Examining how British writers are addressing the urgent matter of how we form and express group belonging in the 21st century, this book brings together a range of international scholars to explore the ongoing crises, developments and possibilities inherent in the task of representing community in the present. Including an extended critical introduction that positions the individual chapters in relation to broader conceptual questions, chapters combine close reading and engagement with the latest theories and concepts to engage with the complex regionalities of the United Kingdom, with representation of writers from all parts of the UK including Northern Ireland.
Including specific focus on the most challenging issues for community in the past five years, notably Brexit and the Covid-19 crisis, with a broader understanding of themes of local and national belonging, this book offers detailed discussions of writers including Ali Smith, Niall Griffiths, John McGregor, Max Porter, Amanda Craig, Bernadine Evaristo, Jonathan Coe, Bernie McGill, Jan Carson, Guy Gunaratne, Anthony Cartright, Barney Farmer, Maggie Gee and Sarah Hall.
Demonstrating some of the resources that literature can offer for a renewed understanding of community, this book is essential reading for anyone interested in how British Literature contributes to our understanding of society in both the past and present, and how such understanding can potentially help us to shape the future.
Edited by:
Sara Upstone (Kingston University London UK),
Peter Ely (independent scholar,
UK)
Imprint: Bloomsbury Academic
Country of Publication: United Kingdom
Dimensions:
Height: 234mm,
Width: 156mm,
Spine: 25mm
Weight: 454g
ISBN: 9781350244061
ISBN 10: 1350244066
Pages: 240
Publication Date: 30 May 2024
Audience:
College/higher education
,
Primary
Format: Paperback
Publisher's Status: Active
Introduction Peter Ely and Sara Upstone, Introduction: ‘Rewriting Community in an Age of Crisis and Nostalgia’. Section One: National Community 1. Robert Eaglestone, ‘“The little links are broke”: Ethnocentrism, Englishness and Loneliness in Contemporary Political Science, Political Theory and Contemporary British Fiction’. 2. Alison Garden, ‘“Our uneasy mixed community”: Cross-community Romance, Magic Realism and Northern Ireland’. 3. Timothy Baker, ‘Incomers and Settlers: Nomadism and Entanglement in Contemporary Scottish Fiction’. Section Two: Speculative Community 4. Peter Ely, ‘Beyond the Multicultural: Queer Community in Jackie Kay’s Trumpet’. 5. Caroline Lusin, ‘Neoliberalism and (Sub)Urban Identities in 21st-Century London Novels’. 6. Devon Campbell-Hall, ‘Writing Othered Asian British Skins: Interrogating Racism in Fictional Asian British Communities’. Section Three: Precarious Community 7. Kristian Shaw, ‘Performing the Nation: A Disunited Kingdom in Jonathan Coe’s Middle England’. 8. Emily Horton, ‘“Why would you play a game like that?”: Community and the Pandemic in Kazuo Ishiguro’s Klara and the Sun’. 9. Sara Upstone, ‘Even the Ghosts: Community in the Wake’.
Sara Upstone is Professor of Contemporary Literature at Kingston University, London, UK. She has published three monographs, most recently Rethinking Race and Identity in Contemporary British Literature. She is also the co-editor of three edited collections, most recently Postmodern Literature and Race. Peter Ely is a writer and lecturer based in London, UK. His research works at the intersection of philosophy, critical theory and literature to examine the political potential of ‘community’ in contemporary British society. He is currently converting his PhD into a monograph entitled The Politics of Community in Contemporary British Literature.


== Problem details ==
Copy the data precisely, character for character, and leave out every picture.

(Data items)

=====

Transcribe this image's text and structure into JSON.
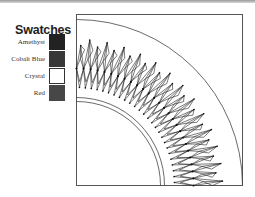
{
  "legend": {
    "title": "Swatches",
    "items": [
      {
        "label": "Amethyst",
        "color": "#222222",
        "border": "#222222"
      },
      {
        "label": "Cobalt Blue",
        "color": "#383838",
        "border": "#383838"
      },
      {
        "label": "Crystal",
        "color": "#ffffff",
        "border": "#333333"
      },
      {
        "label": "Red",
        "color": "#474747",
        "border": "#474747"
      }
    ]
  },
  "diagram": {
    "frame_color": "#555555",
    "line_color": "#222222"
  }
}
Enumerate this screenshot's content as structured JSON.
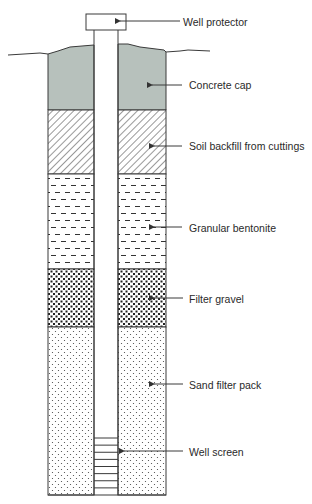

=====

== Exercise response ==
Transcribe this image's text and structure into JSON.
{
  "legend": {
    "title": "Swatches",
    "items": [
      {
        "label": "Amethyst",
        "color": "#222222",
        "border": "#222222"
      },
      {
        "label": "Cobalt Blue",
        "color": "#383838",
        "border": "#383838"
      },
      {
        "label": "Crystal",
        "color": "#ffffff",
        "border": "#333333"
      },
      {
        "label": "Red",
        "color": "#474747",
        "border": "#474747"
      }
    ]
  },
  "diagram": {
    "frame_color": "#555555",
    "line_color": "#222222"
  }
}
Enumerate this screenshot's content as structured JSON.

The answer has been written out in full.